ABSTRACT
The photophysical and electrochemical properties for a series of BODIPY dyes with incremental 3- and 3,5-vinyl conjugation, as well as incremental electron-donating groups (anisole < triphenylamine < ferrocenyl), are presented. Insight into the influence of each vinyl-conjugated electron-donating group on both vis-NIR absorption and fluorescence emission properties is provided. These trends are further corroborated by density functional theory computational analysis. Two of this series containing the 3,5-bis(vinyltriphenylamine) and 3,5-bis(vinylferrocenyl) substituents exhibit significant absorption cross sections in the biological transparency window justifying further investigation of their photoacoustic emission properties via both optical photoacoustic z-scan and photoacoustic tomography experiments. Both the 3,5-bis(vinyltriphenylamine) and 3,5-bis(vinylferrocenyl) substituted BODIPY dyes exhibit quantitative photoacoustic quantum yields.
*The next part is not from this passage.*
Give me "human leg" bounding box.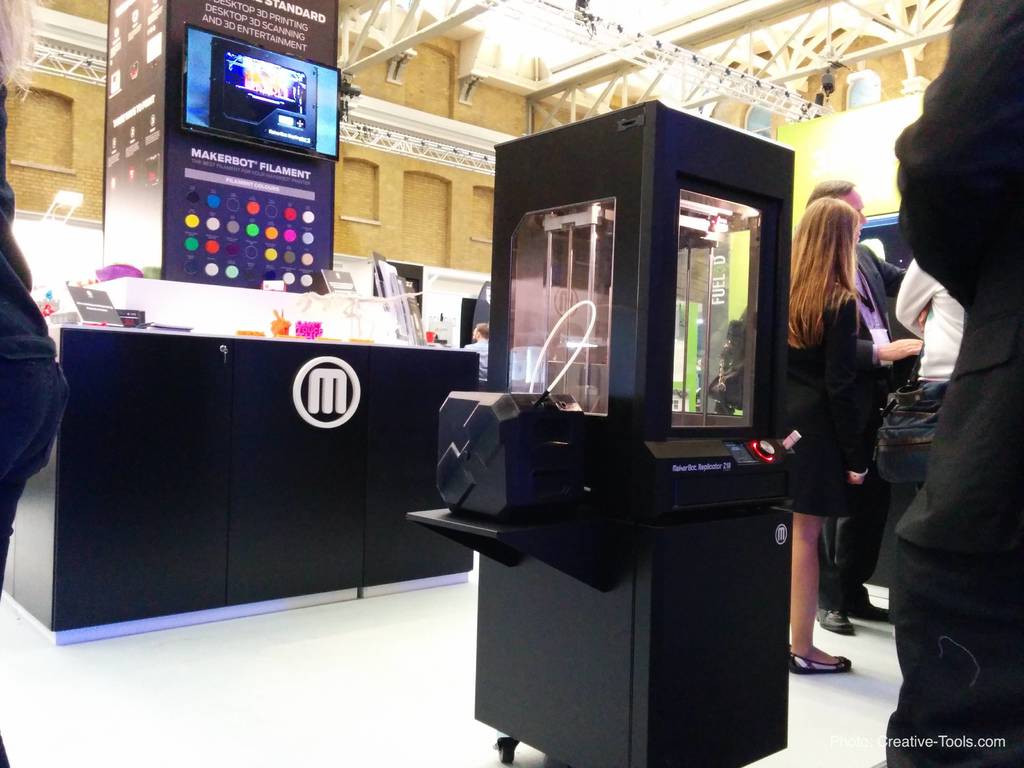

Relative to the commercially available methylene blue and indocyanine green molecular photoacoustic contrast agents, the 3,5-bis(vinyltriphenylamine)-derived BODIPY exhibits the greatest photoacoustic emission and contrast upon excited-state absorption at 685 nm excitation at a low power laser fluence (<20 mJ cm-2 ).
Subject(s)
Boron Compounds , Contrast Media , Boron Compounds/chemistry , Coloring Agents/chemistry , Contrast Media/chemistry , Spectrometry, FluorescenceABSTRACT
A series of ruthenium photosensitizers incorporating a ß-diketonate non-innocent ligand were synthesized, characterized, and implemented in dye-sensitized solar cells. Electrochemical studies exhibited well behaved reversible oxidations and reductions for all ß-diketonate complexes. The acac- and Ph2acac- based photosensitizers possess limited delocalization across the ligand π*-manifold, which is significant for exhibition of respectable power conversion efficiencies in a dye-sensitized solar cell (DSC) device. As the π-orbital network was extended on the flavone and curcumin inspired NILs, increased molar absorptivity was observed, however this ultimately proved detrimental to DSC performance consistent with exhibition of negligible photocurrent.